YOUR OBJECTIVE: Begin with the line holding "Describe the element at coordinates (664, 21)" and end with the last line of the records below. Set down exactly those lines and leave out every picture.

RECORDS:

# # # #

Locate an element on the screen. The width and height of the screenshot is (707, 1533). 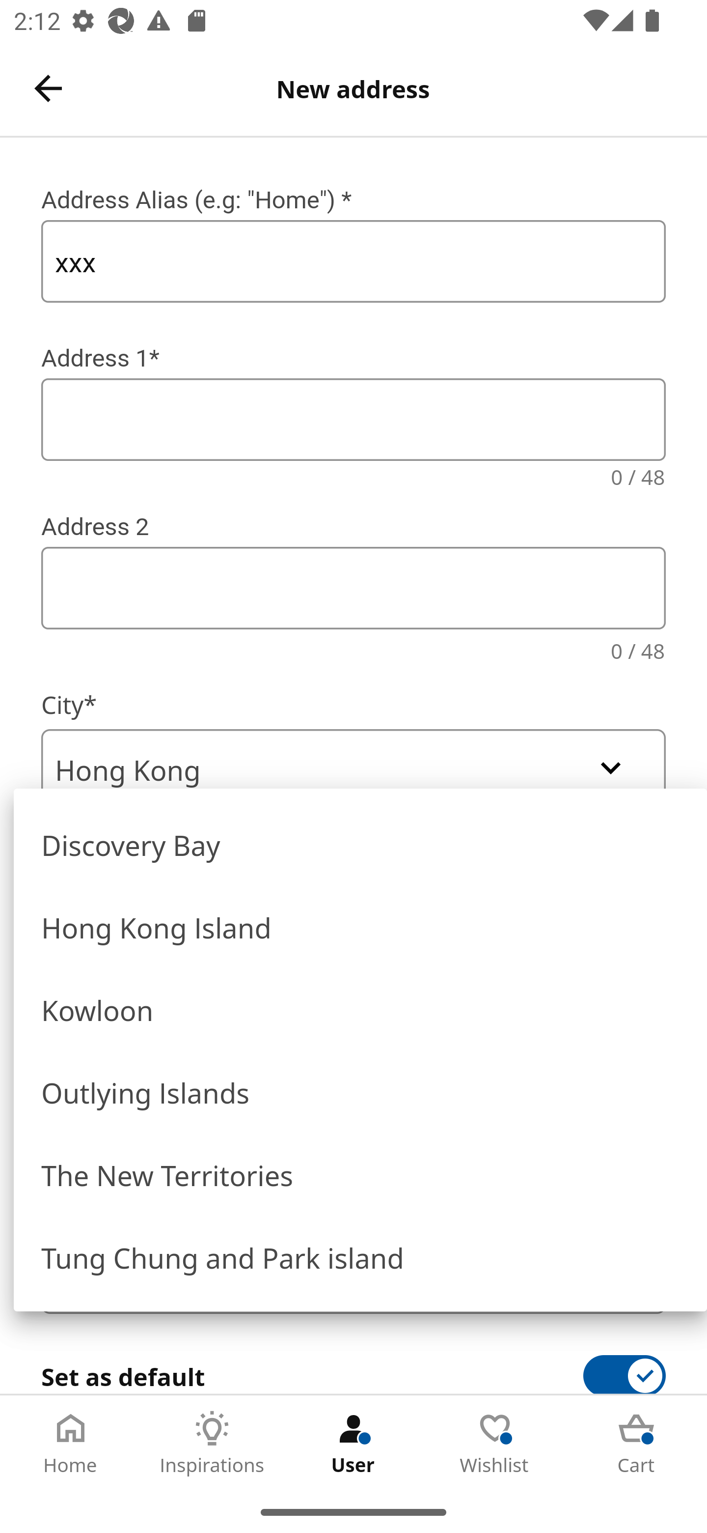
Inspirations
Tab 2 of 5 is located at coordinates (212, 1443).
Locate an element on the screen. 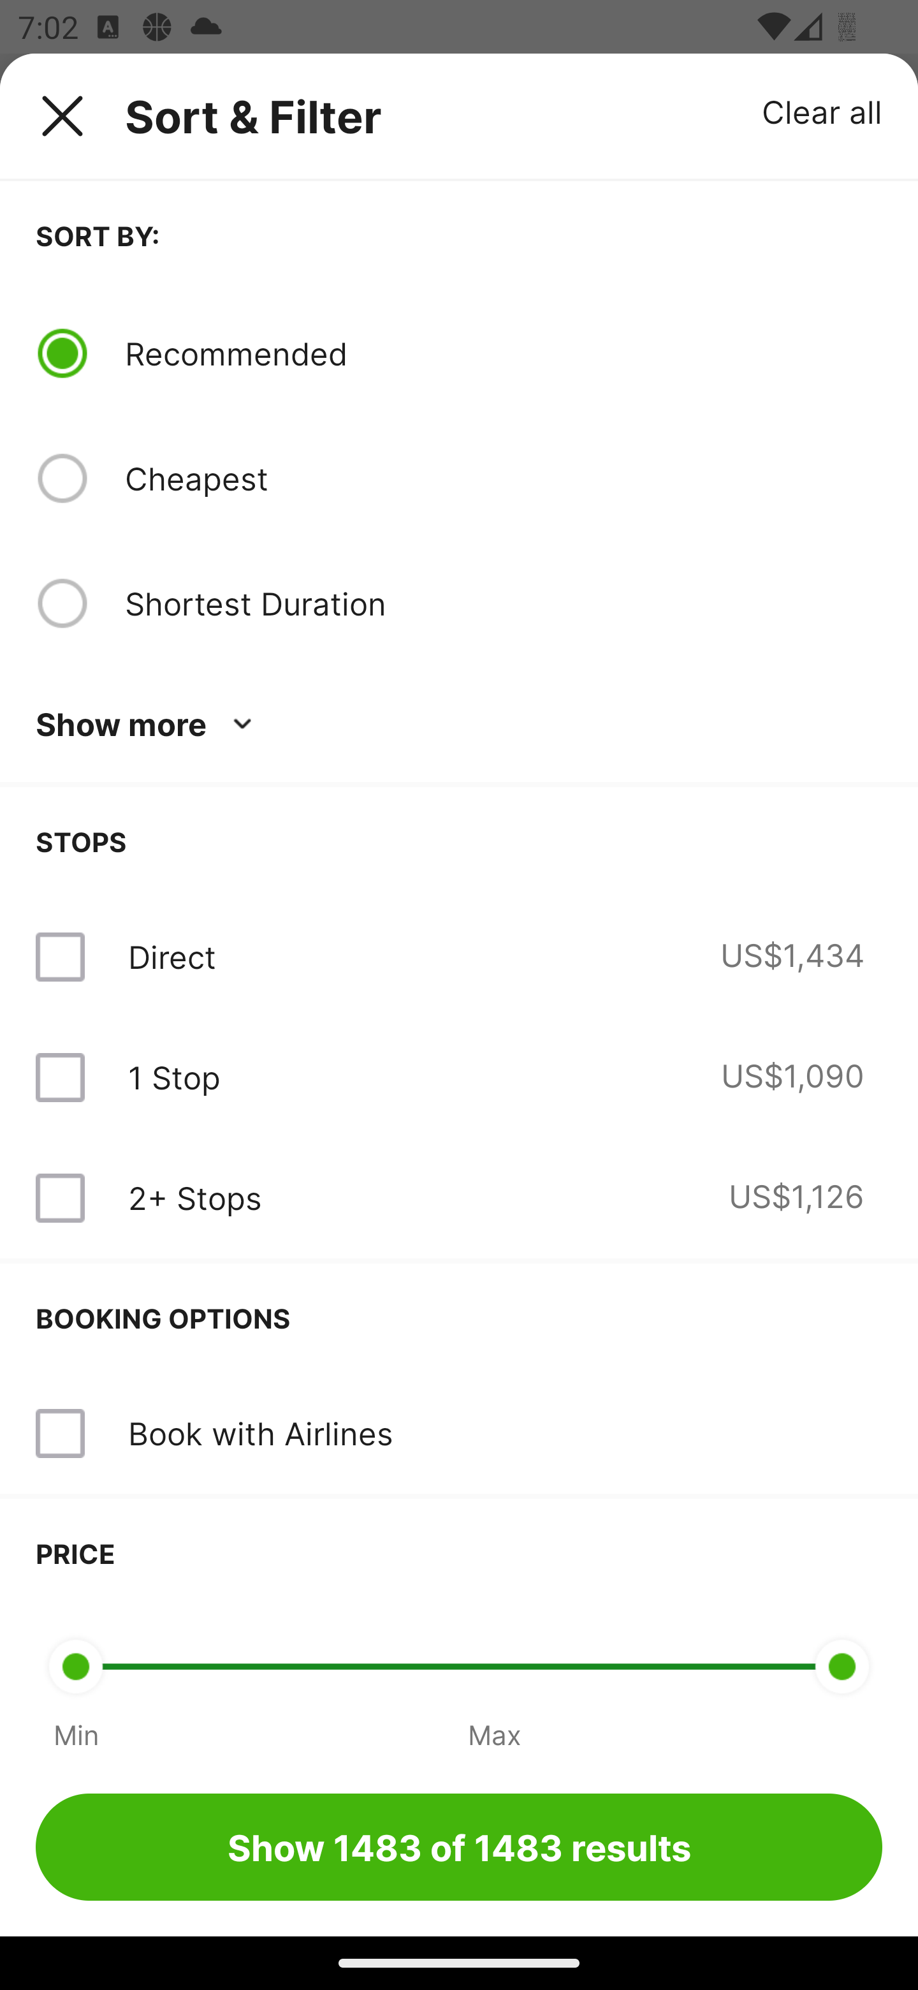 The image size is (918, 1990). Shortest Duration is located at coordinates (503, 602).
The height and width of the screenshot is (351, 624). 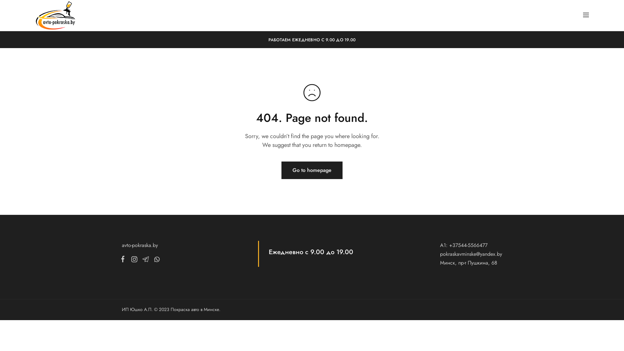 What do you see at coordinates (48, 20) in the screenshot?
I see `avto-pokraska.by` at bounding box center [48, 20].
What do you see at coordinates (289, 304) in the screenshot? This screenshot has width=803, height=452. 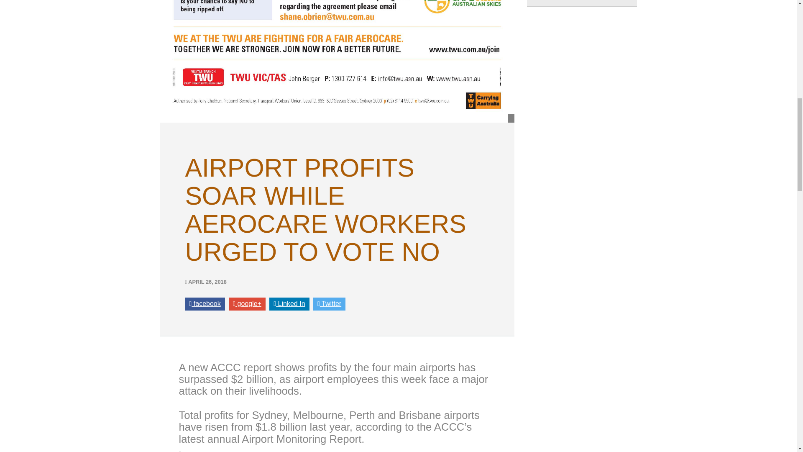 I see `Linked In` at bounding box center [289, 304].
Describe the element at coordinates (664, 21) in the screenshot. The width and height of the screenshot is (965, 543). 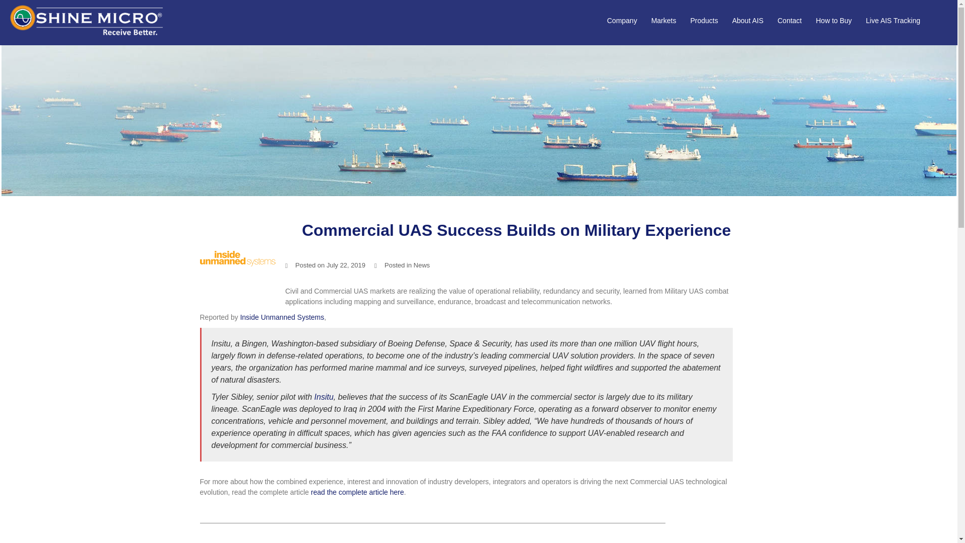
I see `Markets` at that location.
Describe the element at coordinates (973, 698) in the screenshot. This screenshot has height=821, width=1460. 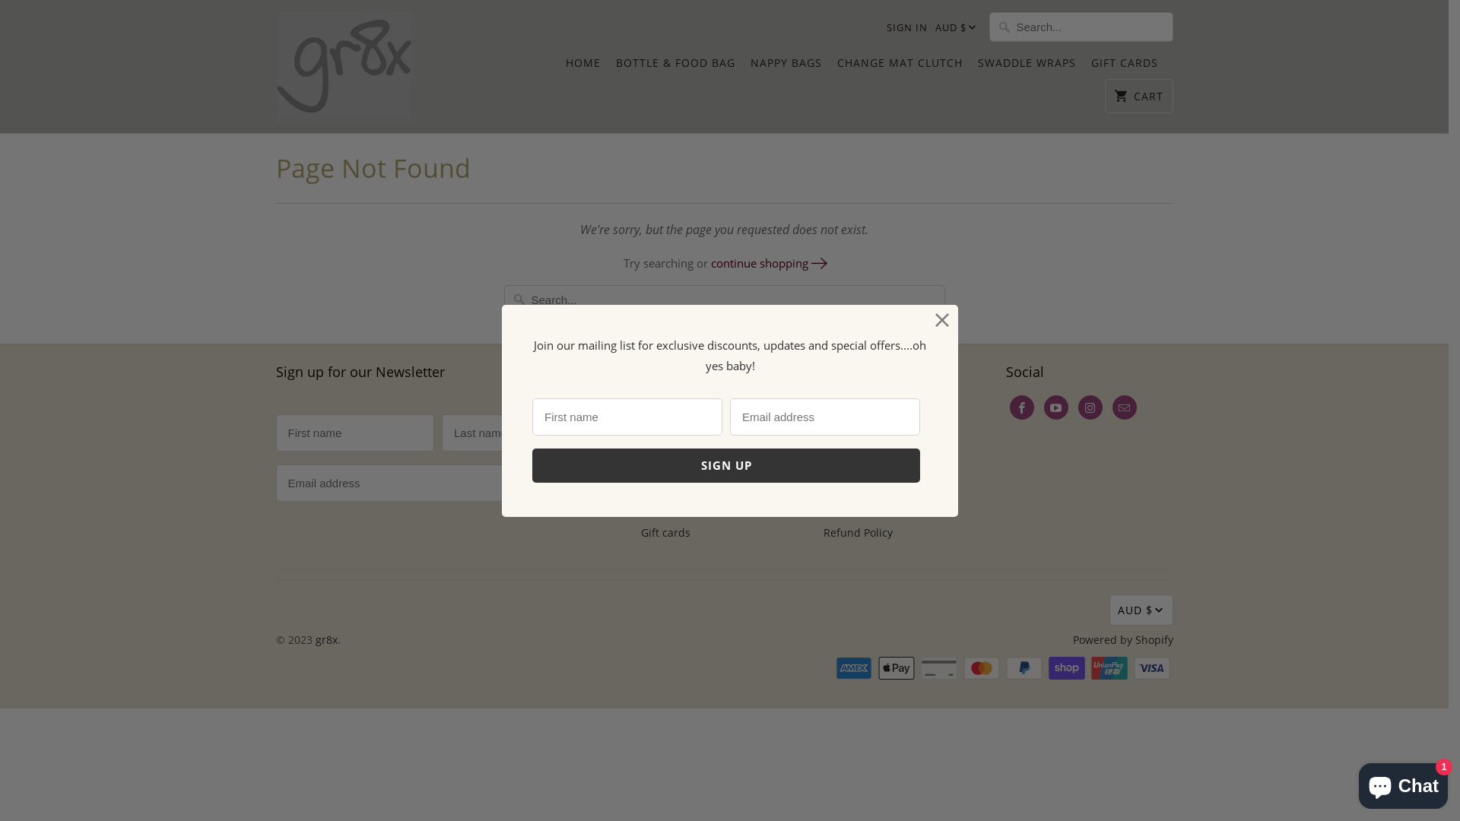
I see `BZD` at that location.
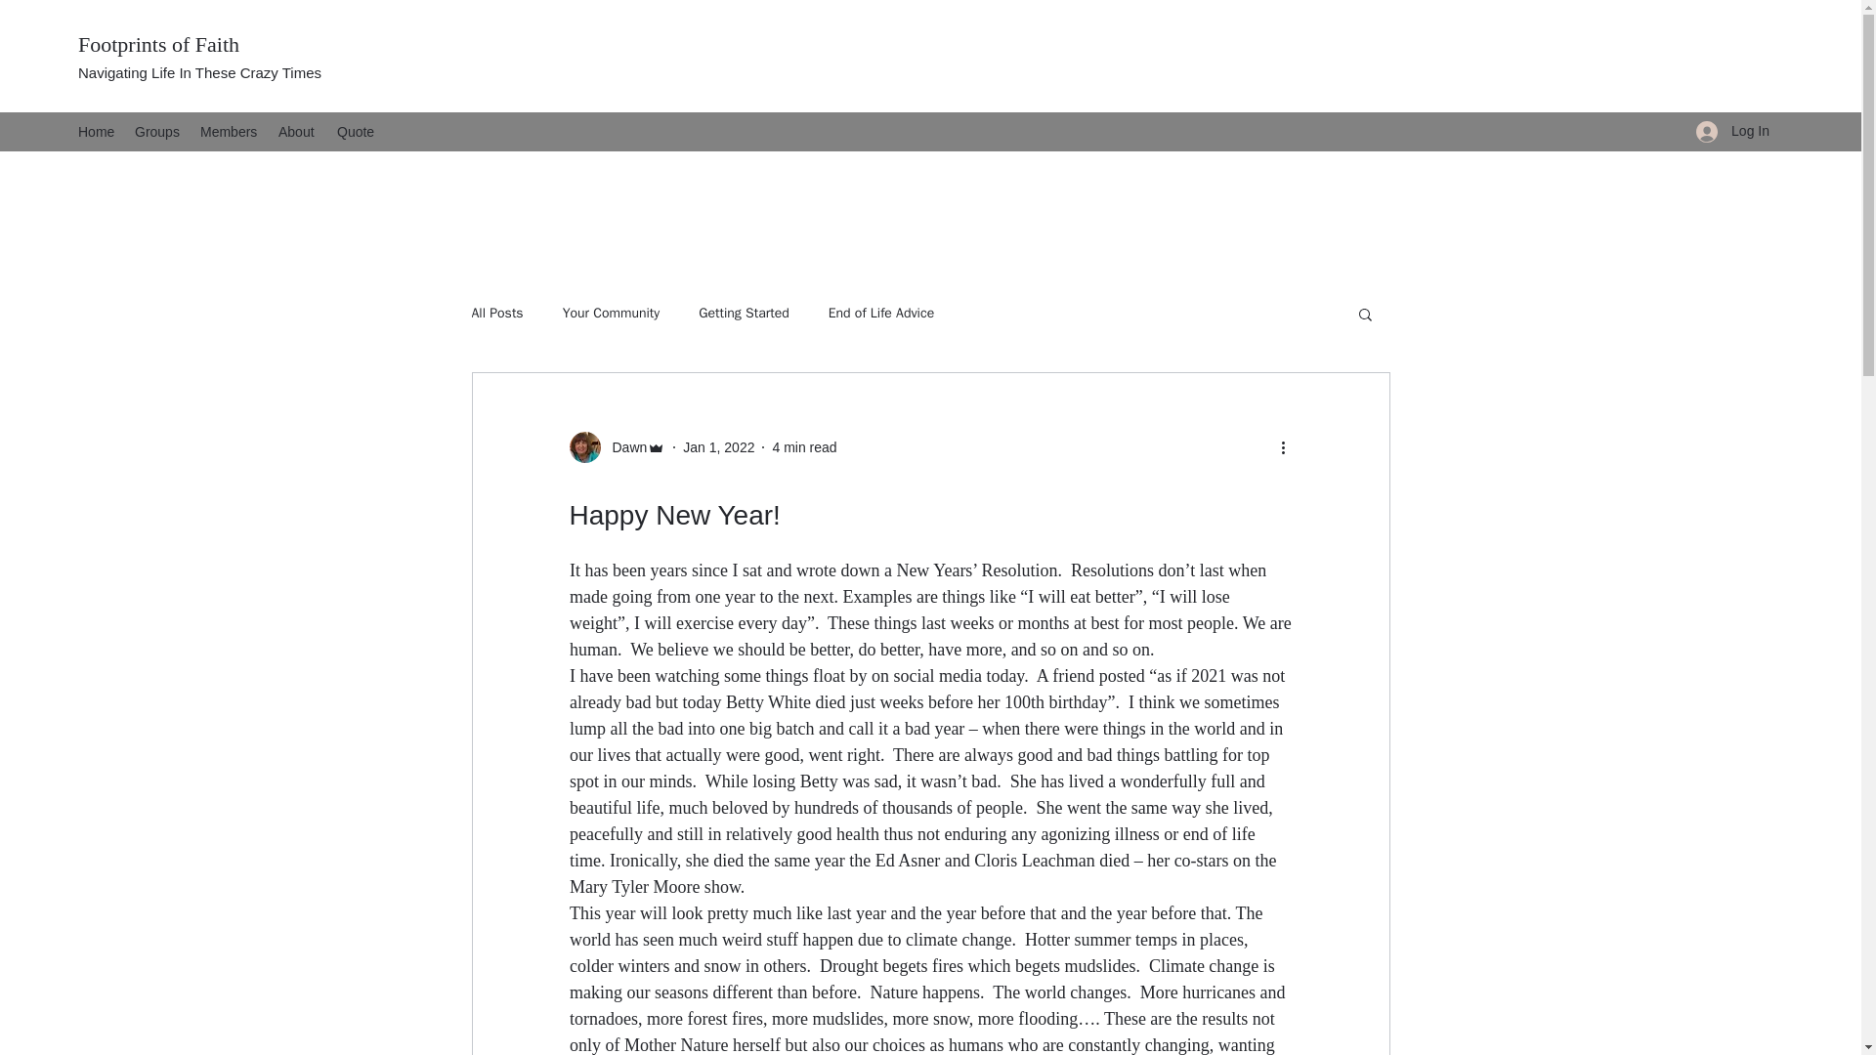 This screenshot has width=1876, height=1055. What do you see at coordinates (617, 448) in the screenshot?
I see `Dawn` at bounding box center [617, 448].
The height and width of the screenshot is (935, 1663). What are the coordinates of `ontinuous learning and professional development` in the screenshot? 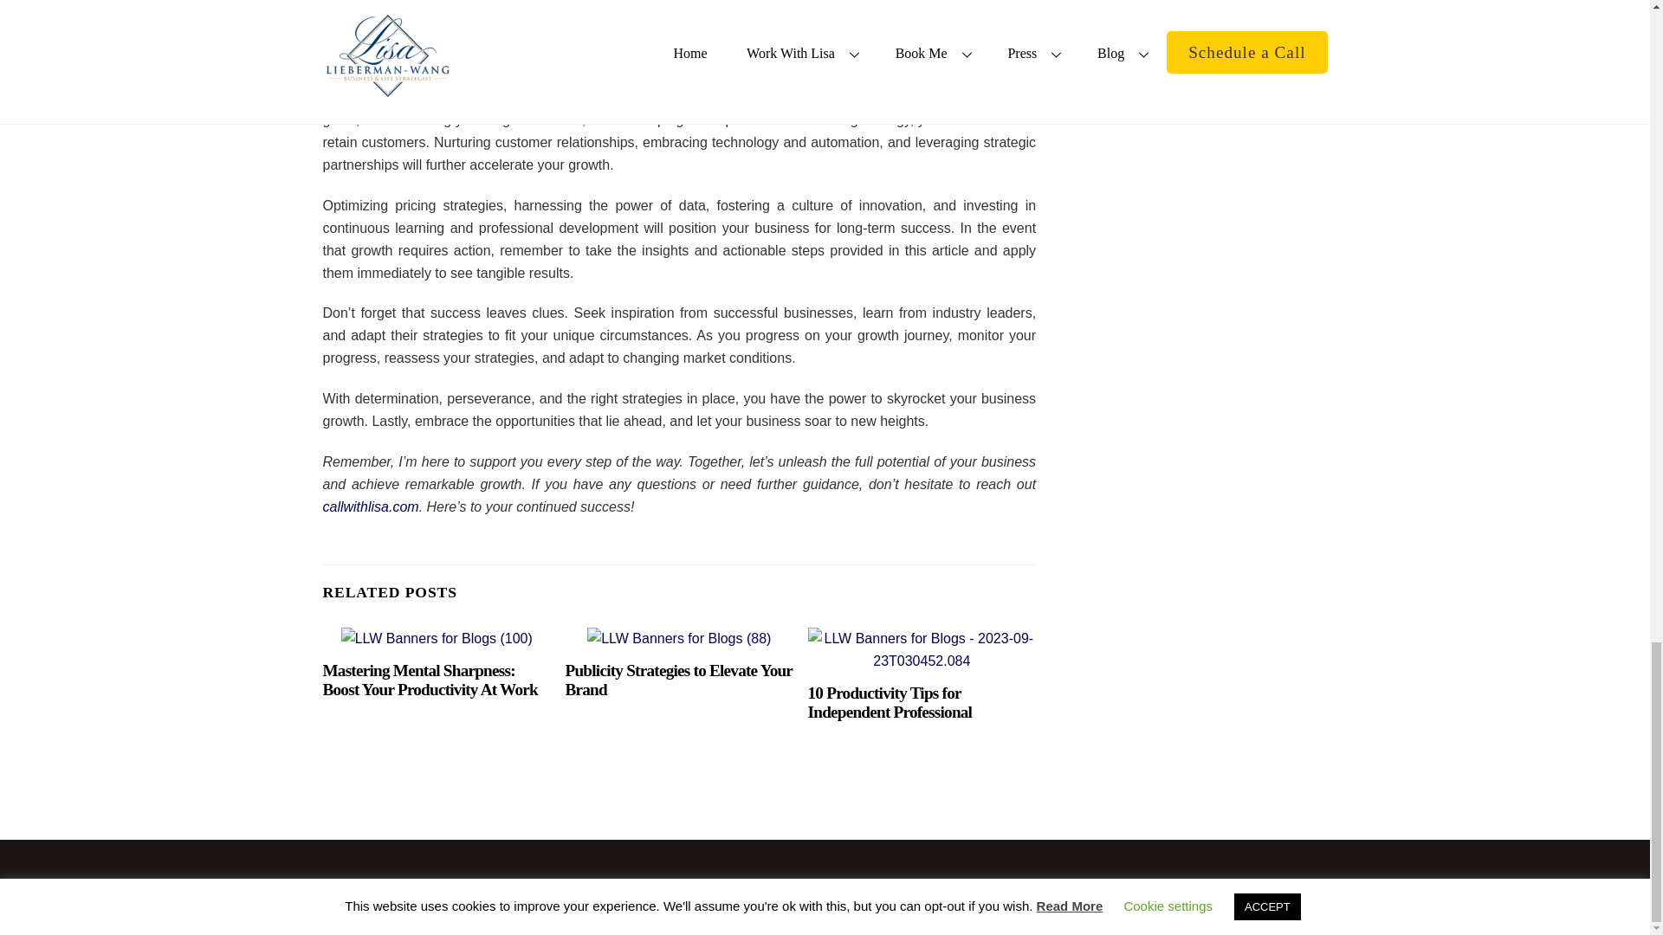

# # # #

FINISHED EXERCISE:
Describe the element at coordinates (664, 21) in the screenshot. The width and height of the screenshot is (965, 543). 
I see `Markets` at that location.
Describe the element at coordinates (973, 698) in the screenshot. This screenshot has height=821, width=1460. 
I see `BZD` at that location.
 This screenshot has width=1876, height=1055. What do you see at coordinates (617, 448) in the screenshot?
I see `Dawn` at bounding box center [617, 448].
The height and width of the screenshot is (935, 1663). What are the coordinates of `ontinuous learning and professional development` in the screenshot? 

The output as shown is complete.